The Concorde's failure had nothing to do with its appetite for speed, but rather economic downturns and environmental concerns took a deep route south and never looked back. For starters, the Concorde was expensive to operate, and it consumed 22,629 liters of fuel per hour at full chat. In addition, the roundtrip ticket prices could cost $12,000 to $14,000, not something the average Joe could afford. Remember that a Boeing 747-400 could carry 400 passengers while only gulping an average of 14,400 liters of fuel per hour. By 1979, the assembly lines at Bristol, England, and Toulouse, France, were shut down as only nine Concordes were purchased by British Airways (five) and Air France (four), with five additional Concordes still searching for a home.

The Concorde was also noisy, and the sonic boom it produced when breaching the sound barrier was distressing to residential areas below it. In 1964, the U.S. Air Force and the Federal Aviation Agency (now called the Federal Aviation Administration) conducted the Oklahoma City sonic boom tests to "measure civilian responses to sonic booms." The FAA received 655 complaints from angry residents who dealt with severe nervousness, broken chinaware, cracked windows, and fallen mirrors within the first week of testing. The findings limited the Concorde's ability to fly over civilian-based routes and strictly limited supersonic flight above the oceans, which meant that a Concorde flight from New York to Los Angeles would never materialize.

The means to an end

The Concorde had its fair share of mishaps. An Air France Concorde crashed after taking off in Paris on July 25, 2000, the first crash in its history. Flight 4590 departed from DeGaulle airport for New York when one of the engines caught fire, causing it to plummet uncontrollably near a hotel in Gonnesse, France, killing all 109 passengers and four people on the ground.

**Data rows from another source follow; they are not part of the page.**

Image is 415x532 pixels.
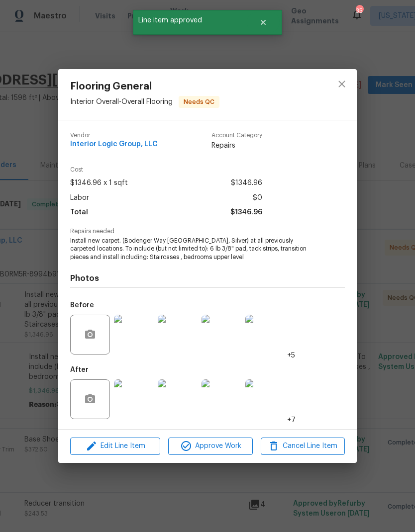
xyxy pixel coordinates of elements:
[133,10,247,31] span: Line item approved
[356,6,363,16] div: 35
[70,228,345,235] span: Repairs needed
[168,438,253,455] button: Approve Work
[231,176,262,191] span: $1346.96
[212,133,262,139] span: Account Category
[70,176,128,191] span: $1346.96 x 1 sqft
[264,440,342,452] span: Cancel Line Item
[287,351,295,360] span: +5
[70,438,160,455] button: Edit Line Item
[180,97,219,107] span: Needs QC
[212,141,262,151] span: Repairs
[70,141,158,148] span: Interior Logic Group, LLC
[70,273,345,283] h4: Photos
[70,81,220,92] span: Flooring General
[253,191,262,205] span: $0
[70,167,262,173] span: Cost
[70,98,172,105] span: Interior Overall - Overall Flooring
[73,440,157,452] span: Edit Line Item
[231,205,262,220] span: $1346.96
[70,367,88,374] h5: After
[287,415,296,425] span: +7
[330,72,354,96] button: close
[70,302,94,309] h5: Before
[261,438,345,455] button: Cancel Line Item
[70,191,89,205] span: Labor
[70,205,88,220] span: Total
[247,13,280,32] button: Close
[171,440,250,452] span: Approve Work
[70,133,158,139] span: Vendor
[70,237,318,262] span: Install new carpet. (Bodenger Way [GEOGRAPHIC_DATA], Silver) at all previously carpeted locations...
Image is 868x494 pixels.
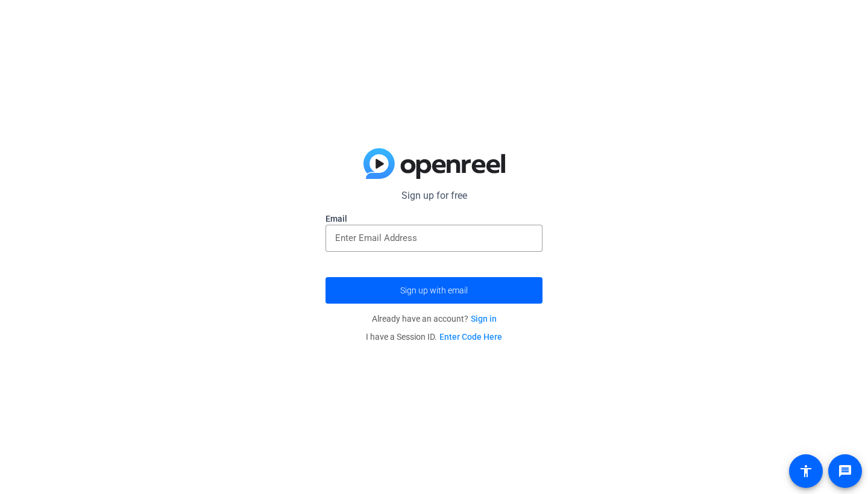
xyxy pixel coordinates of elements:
span: I have a Session ID. [366,332,502,341]
img: blue-gradient.svg [363,148,505,180]
p: Sign up for free [326,189,542,203]
label: Email [326,213,542,225]
mat-icon: message [838,464,852,478]
button: Sign up with email [326,277,542,304]
mat-icon: accessibility [798,464,813,478]
input: Enter Email Address [335,231,533,245]
span: Already have an account? [372,314,496,324]
a: Enter Code Here [439,332,502,341]
a: Sign in [471,314,496,324]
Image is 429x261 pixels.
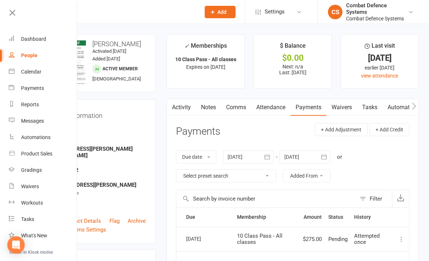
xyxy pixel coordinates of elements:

The FAA grounded the Concorde until November 2001, two months after the September 11 attacks on the World Trade Center Twin Towers in New York and the Pentagon in Arlington, Virginia, cruel acts of terrorism that severely affected the airline industry. The Concorde made its last commercial passenger flight on October 24, 2003, from JFK airport in New York to London's Heathrow. It carried 100 passengers (mostly celebrities) who reportedly paid up to $60,000 for roundtrip tickets.

We may never see or witness another Concorde, but humanity's passion for supersonic flight could experience a resurgence. American company Boom Supersonic claims its Overture SST would cost 75% less than an equivalent Concorde, making supersonic travel more affordable. Furthermore, the Overture promises net-zero carbon emissions with its modified turbofan engines that run on sustainable aviation fuel.